Despite early signs that Foxconn’s plans were faltering, the village and county went ahead with their spending, and the town’s infrastructure is now overdeveloped. (The local agreement with Foxconn included almost $800mn in addition to the state incentives.)

The state, however, changed tack. After a new governor, democrat Tony Evers, took office, the Wisconsin Economic Development Corporation, the state-run entity that entered into the Foxconn agreement on behalf of Wisconsin, renegotiated last year.

Foxconn is now eligible for only $80mn in state incentives based on investing $672.1mn and creating up to 1,454 jobs by 2024, a far cry from the figures in the original 2017 deal. The most recent available headcount, reported by Foxconn in December 2020 as part of its tax arrangement with the state, is 600 employees.

Kathleen Gallagher, executive director of the 5 Lakes Institute, a non-profit focused on establishing high-tech activity in the Great Lakes region, thinks that Mount Pleasant was taken advantage of. “Any village of that size wouldn’t have the sophistication to understand all this,” she says. “The village relied on this small sliver of the business community and the state . . . [but] they didn’t have the right people.”

Approached for his views on the deal, Mark Hogan, head of WEDC at the time it was made, declined to comment. The WEDC, Racine County executive, Racine County Economic Development Corporation, and Mount Pleasant village president Dave DeGroot did not respond to requests for comment.


The debt and interest payments taken on by Mount Pleasant are a considerable sum for a community of 28,000 people — they amount to over 500 per cent of the village’s annual operating revenue, according to Moody’s, which has downgraded Mount Pleasant’s credit rating.

The contract with Foxconn states that the town will meet its debt repayments through property tax paid by the company. In order to do that, Foxconn must pay an annual bill of roughly $30mn — equivalent to its property being valued at at least $1.4bn. But since the property’s valuation is closer to $500mn, Foxconn must cover the resulting tax shortfall — some $17mn.

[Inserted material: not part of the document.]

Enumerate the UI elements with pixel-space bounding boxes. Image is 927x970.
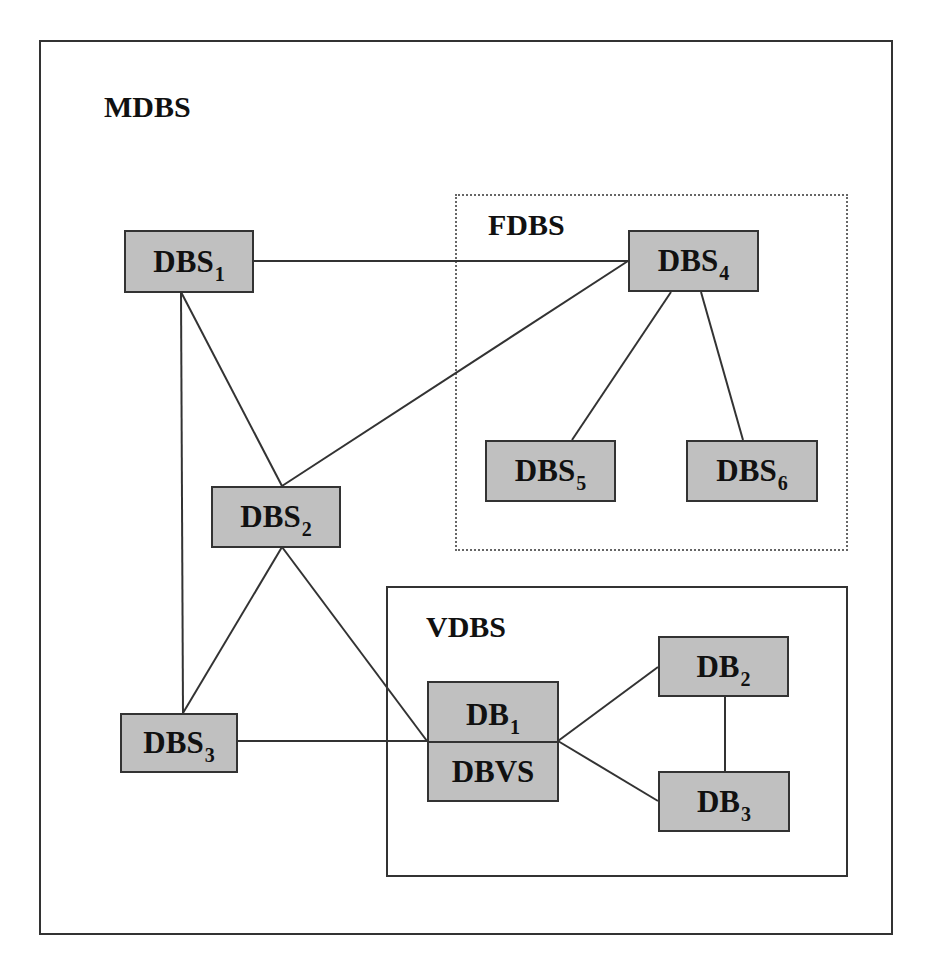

While that is a relatively little for a company that brought in record revenue of $214bn in 2021, Hintz says some residents fear what could happen should Foxconn fail to pay. A Better Mount Pleasant’s Gallaher points to a lawsuit filed against Foxconn in Illinois, in which Foxconn argued that, because it was a foreign company, it could not be sued in the US.

Others are more sanguine. Mount Pleasant is confident that Foxconn will make its payments, says village trustee Nancy Washburn, particularly since it has fulfilled its tax obligations until now. Foxconn notes that it is “the largest taxpayer in Racine County” and has demonstrated its “ability to meet contractual payments while adapting to market demand”.

Alan Yeung, Foxconn’s former point person in Wisconsin, says that the company had intended to build the Gen 10.5 screens, but that “the market condition had changed”, with Chinese LCD screens undercutting the competition. He adds that “the investment climate of Wisconsin changed dramatically”, referring to Walker being voted out of office.

On claims that Mount Pleasant’s workers sometimes have nothing to do, Foxconn says it “is not immune to supply chain shortages for critical materials” but sees “a workforce that is flexible and fulfilled” as key to capturing business opportunities. The site, it says, remains “a key strategic asset”.

“Are we disappointed that it worked out the way it did? Absolutely,” says Washburn. But she and Palm say Mount Pleasant is now betting another company will move into the Foxconn site — either to share it or take it over — because the community’s infrastructure is now set up to handle growth.